Free on-site estimate. We handle the permit. No obligation to move forward.
(915) 293-6347Contractors who do not regularly build in this part of the Chihuahuan Desert sometimes specify standard screen and framing that works fine in a calmer climate but fails quickly here. We account for local wind loads and UV exposure in every framing and screen choice - so the porch you get is built for where you actually live.
Every screened porch we build in Socorro goes through the city permit and inspection process. We file the paperwork, track the application, and schedule the city inspector. You get documentation that the structure was built correctly - which matters when you eventually sell your home.
Many of Socorro's newer subdivisions have homeowners associations with specific rules about outdoor structures. We ask about your HOA status upfront and help you get written approval before pulling a city permit. That sequence protects you from having to modify or remove work after the fact - a real-world problem that homeowners encounter when contractors skip this step.
The North American Deck and Railing Association sets standards for deck and outdoor structure construction across the country. Membership means we have access to current best practices and training, not just what a crew learned on the job. You can verify our standing at nadra.org.

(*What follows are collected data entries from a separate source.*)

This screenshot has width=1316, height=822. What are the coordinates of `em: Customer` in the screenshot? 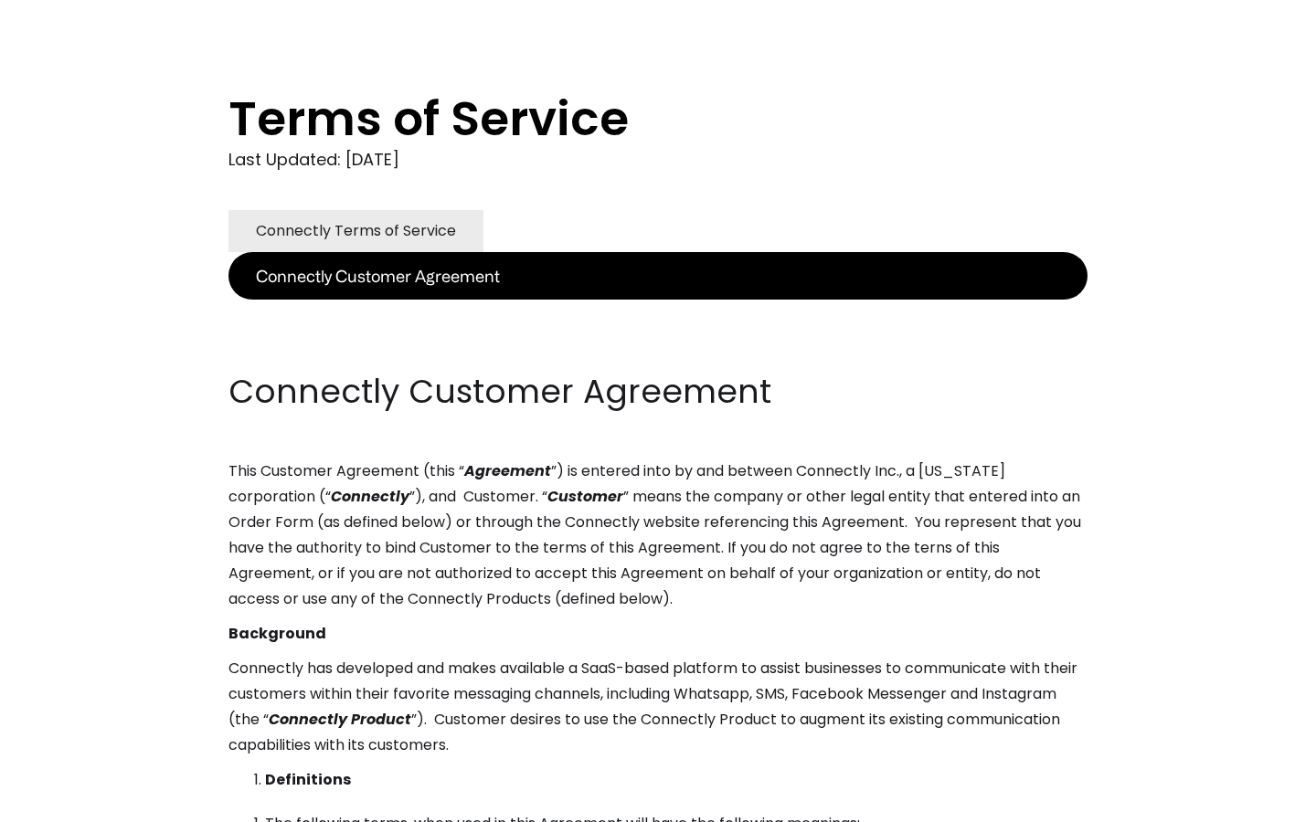 It's located at (585, 496).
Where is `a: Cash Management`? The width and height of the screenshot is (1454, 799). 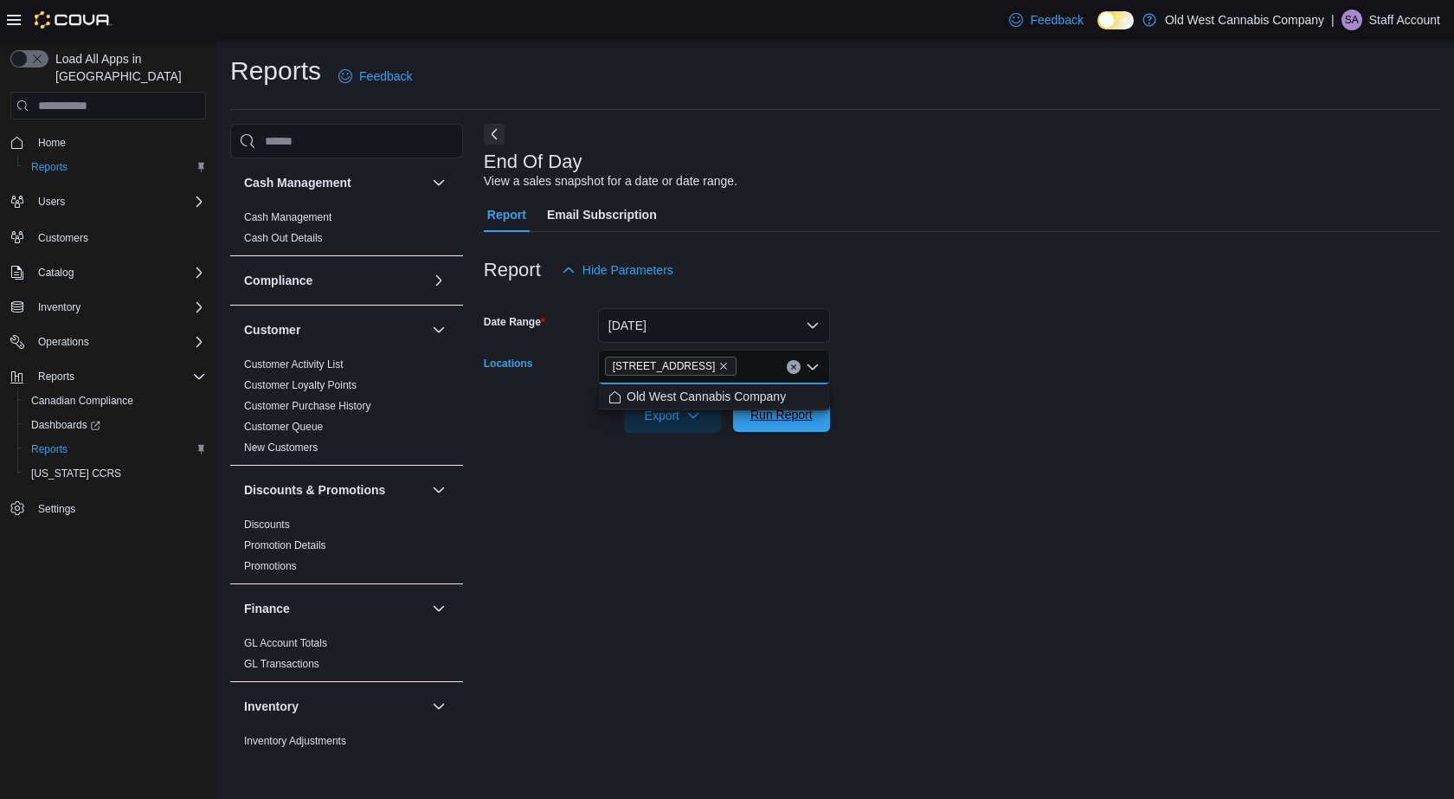 a: Cash Management is located at coordinates (287, 217).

Every screened porch project we complete is built to pass a city inspection - not just to look finished. That standard protects you, your family, and the investment you are making in your home.
Add a permanent roof over your outdoor space for shade and weather protection - a popular pairing with a screened enclosure.
Learn MoreOpen overhead structures that define your outdoor space without full enclosure - can be combined with screening panels.
Learn MoreSocorro summers book fast - reach out now and we will get your estimate scheduled, the permit started, and your outdoor space ready before the heat arrives.